Friday, May 4, 2012

Friday Links and Thoughts

Via Noah Smith, solar panels being used for fossil fuel production.  Will this make solar power more or less competitive vis a vis oil?  If it's true that solar panel technology still needs time to mature and that oil technology is already mature, it seems that the positive externalities from investing in solar for oil production may end up making solar more competitive vis a vis oil.

Debt concerns abound.  Ever since the crisis, CDS spreads have been widening among the 50 U.S. states, and the story for European countries?  That should be old news by now.
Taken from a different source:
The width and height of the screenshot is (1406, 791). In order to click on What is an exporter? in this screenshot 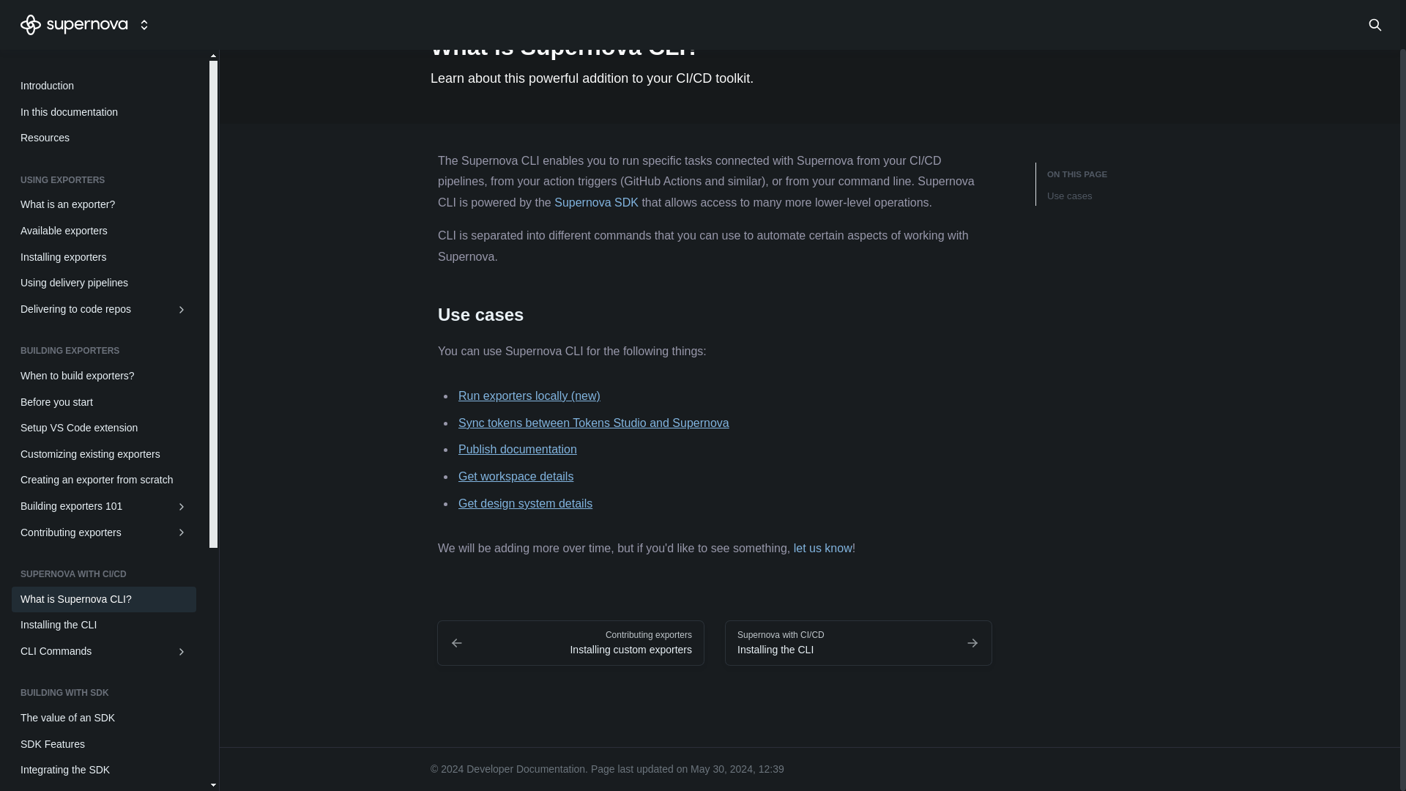, I will do `click(104, 152)`.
Via Karl Smith, another spin on the safe assets problem  How do we deepen capital, how do we save money? Without some riskless asset, the result may just be more and more bubbles.

Dutch politics may increasingly turn against the Eurozone.  This stands as a sobering lesson in hasty attempts at economic integration in domains that aren't sustainable.  It would be a shame if the troubles over the Eurozone end up sowing the seeds for the disintegration of other components of the E.U., such as the provisions for migration and agricultural policy.
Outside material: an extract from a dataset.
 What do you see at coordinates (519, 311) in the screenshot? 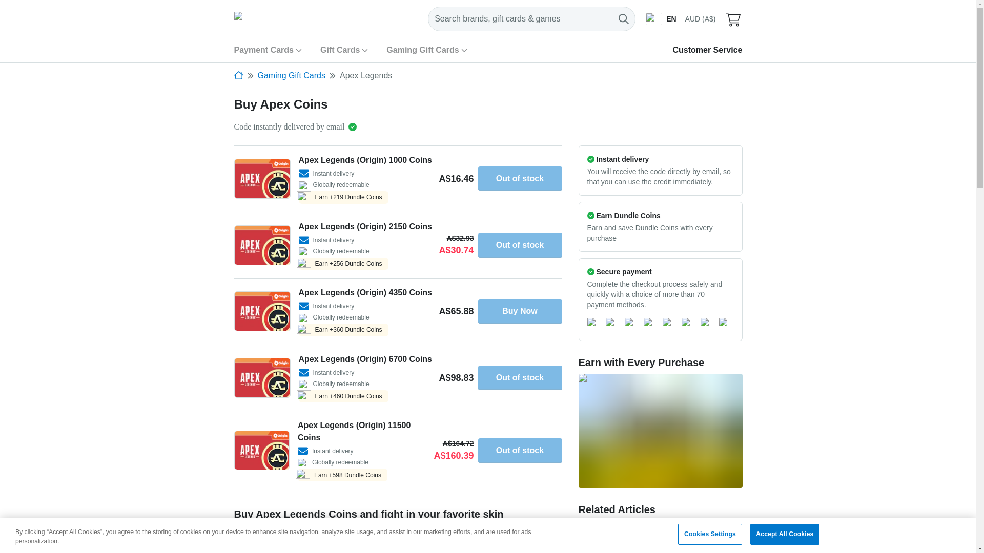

A response to criticisms of venture capital.  Turns out that venture capital now isn't doing as poorly as the graphs circulated by Noah Smith would suggest.  Rather, performance is pretty close to what it was 3 decades ago.  Yet this still begs the question, are we in a prolonged period of stagnation?  What does it say about venture capital if the returns were not, and are not, that much better than the market.  Perhaps it's just the EMH borne out; we shouldn't expect excess returns anyways.

Variance among the Eurozone countries is quite high, even the Latin American countries are doing better.  Although I don't think that would be a reason to justify a currency union in Latin America: the limited standard deviations may be the cause of divergences as the result of a balancing mechanism between the countries.
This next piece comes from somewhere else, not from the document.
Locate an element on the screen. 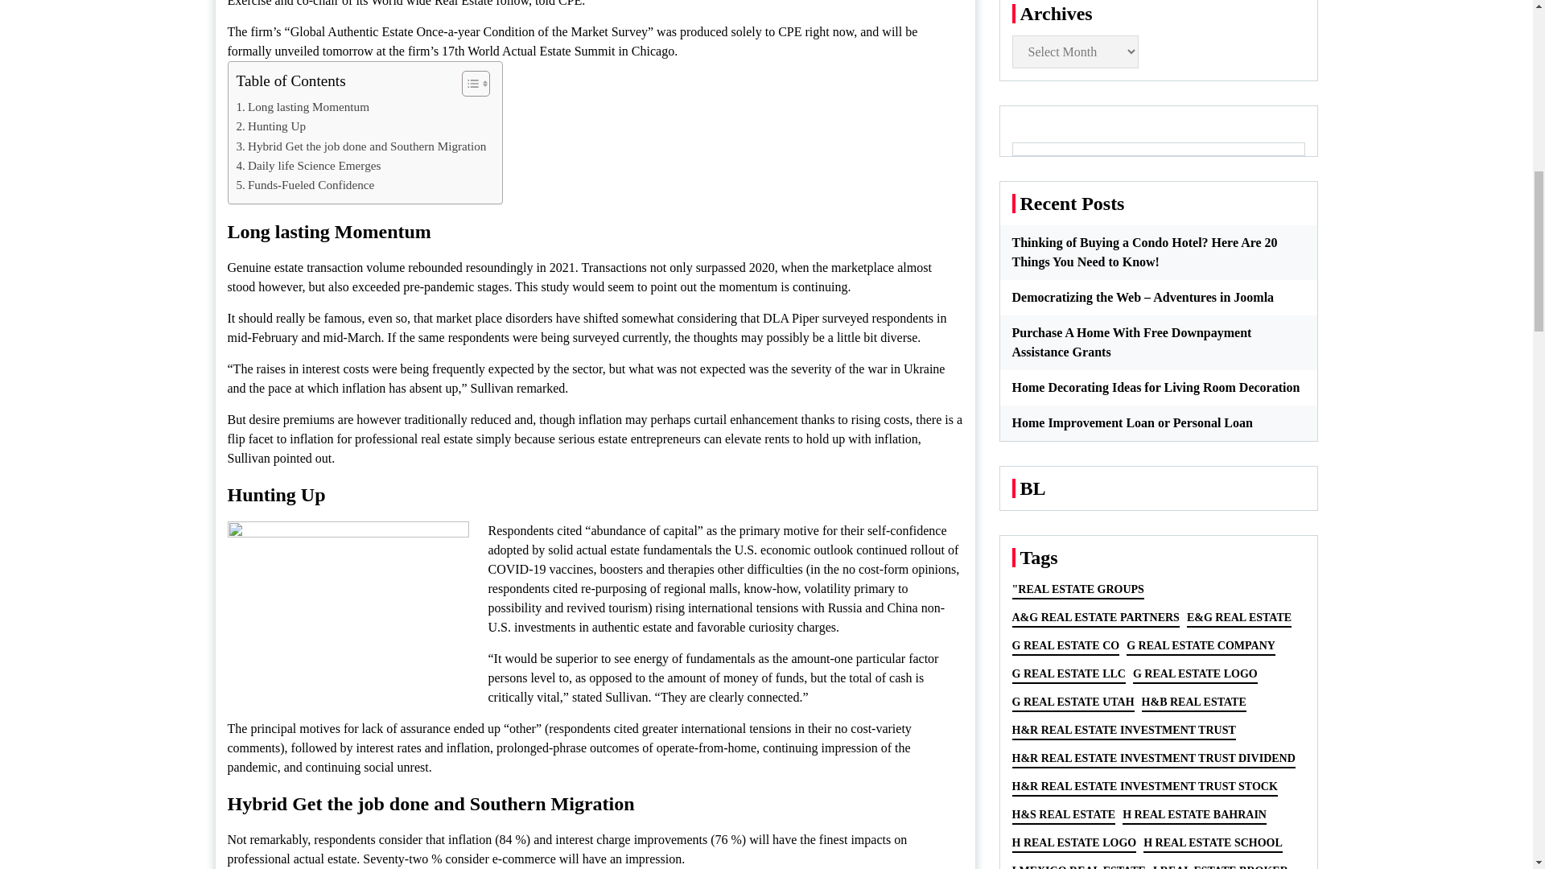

Australia's credit bubble will be an interesting test of whether NGDP targeting holds.  The argument has always been that superb monetary policy on Australia's part fueled them through the great recession.  In theory, money should supercede the effects of credit, but we shall see.

A new form of shadow banking in the form of ETF's doing credit mediation.  How was financial regulation supposed to work again?

More on the Take-the-Best Heuristic model.  It turns out a simple rule is pretty good at predicting elections throughout history, especially when out of sample data is used to calibrate the data.  It's competitive with econometric models, which is quite impressive considering the hegemony of multiple regression.  Why isn't this statistical method used more often?

If LTRO is just a weird form of QE, why is the ECB so committed to using such a suboptimal tool?  Why can't the central bank just commit to a generally more expansionary monetary policy?

Credit is diverging from money in the Eurozone.  This seems to reflect my comment that monetary policy needs to look at more than stocks of M1 or M2 because money is defined on a continuum: it's regime dependent.

Austerity isn't the answer: version over 9000.  Debt consolidation isn't going anywhere; it just doesn't fix the relative price problem between the core and the periphery.

Old post from Brad on fiscal policy.  Good insights throughout.

Why is Japan's currency acting out so weird?  The implicit currency peg seems to be not working.